The fact that Zinchenko changed his squad number this week suggests that he is likely to stay at the club this season. The fact the change wasn’t announced sooner (Cedric was always going to leave so the availability of the number has been known for some time) implies that Arsenal would have been open to a sale (and probably still would be). Against Leverkusen, Myles Lewis-Skelly came on at left-back over Kiwior, which illustrates that Arteta is far from done with the inverting left-back model.
I was enthused by what I saw from Zinchenko against Leverkusen. Clearly, he is never going to be Defendy McTacklesalot but the real issue with Zinchenko was that the risk / reward dial on his passing was starting to stray too heavily towards the risk side. It was only one game and it was a friendly but he seemed a lot cleaner in his decision making on Wednesday and he strikes me as a determined type of player who will understand why his star has fallen recently.
I also think that last season Zinchenko started to look less like a left-back who inverted into midfield and more like a midfielder who occasionally turned up at left-back. Again, against Leverkusen that dial felt steadier and he held the width well when required. It was notable how much more fluid Arsenal’s approach was in general, especially in the first half, with Trossard, Havertz and Jesus operating more like an attacking carousel. Zinchenko supported that by being a little more judicious about when he strayed into central spaces and when he held width.

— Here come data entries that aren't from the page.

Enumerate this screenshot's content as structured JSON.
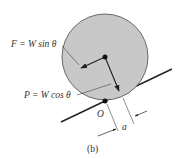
{
  "figure": {
    "caption": "(b)",
    "colors": {
      "disk_fill": "#c8c8c8",
      "disk_stroke": "#5a5a5a",
      "line": "#222222",
      "thin_line": "#444444",
      "text": "#333333"
    },
    "labels": {
      "friction_force": "F = W sin θ",
      "normal_force": "P = W cos θ",
      "contact_point": "O",
      "offset_distance": "a"
    }
  }
}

I have fewer concerns about Havertz starting in midfield. In reality, I think Havertz works as a kind of 8, 9 and 10 all at the same time wherever you play him. In midfield, he has more of a license to arrive late in the box and perhaps plough that channel we saw him in when he teed up Zinchenko’s goal on Wednesday. But I think his heatmaps look similar whether he is in midfield or upfront.
Enjoy the full match replay from Arsenal 4-1 Bayer Leverkusen
— Arsenal (@Arsenal) August 8, 2024
Arsenal also used the option of moving Havertz into that more advanced role in the second half when Gabriel Jesus came off and I imagine we will see that a lot this season and vice versa. His late winner against Brentford at the Emirates in March came when he moved back into midfield having started the game upfront. That is the kind of optionality Arsenal didn’t have with Granit Xhaka in that position- ultra reliable though he was.
As for Declan Rice, he would require some coaching if he really is to excel at all facets of the game as the deepest midfielder. I have always felt that Rice’s capacity to learn and add attributes to his game has been among his biggest strengths. Technically, he is a perfectly sound footballer, his touch is good, his passing is good.
I think he could do with some pointers on how to receive the ball and to move it on to really become that Rodri style all-rounder. A more open body position when he receives passes would help him. Rice likes to carry the ball to his teammates with his loping stride, maybe he could moderate that impulse by passing the ball instead on occasion- not least to save his own legs a little.
Partey and Jorginho are very good at adopting that open body position so they can swivel and pass all in one movement. Both also have a good sense of when the space just isn’t there to turn and they pop the ball back to where it came from and probe for a better angle. We are talking very fine lines on an already world class player here; but Rice doesn’t play for West Ham anymore.
He doesn’t need to wear the Superman cape with every action and try to Roy of the Rovers the ball away from danger and up the pitch every time he gets it. Don’t get me wrong, I am looking forward to seeing some new things too and suspect Jurrien Timber and Riccardo Calafiori will facilitate hitherto unseen tactical high jinx. Clearly there will be another new player or two yet to come but I suspect some of us have been a little hasty in entirely dismissing some of the old ways.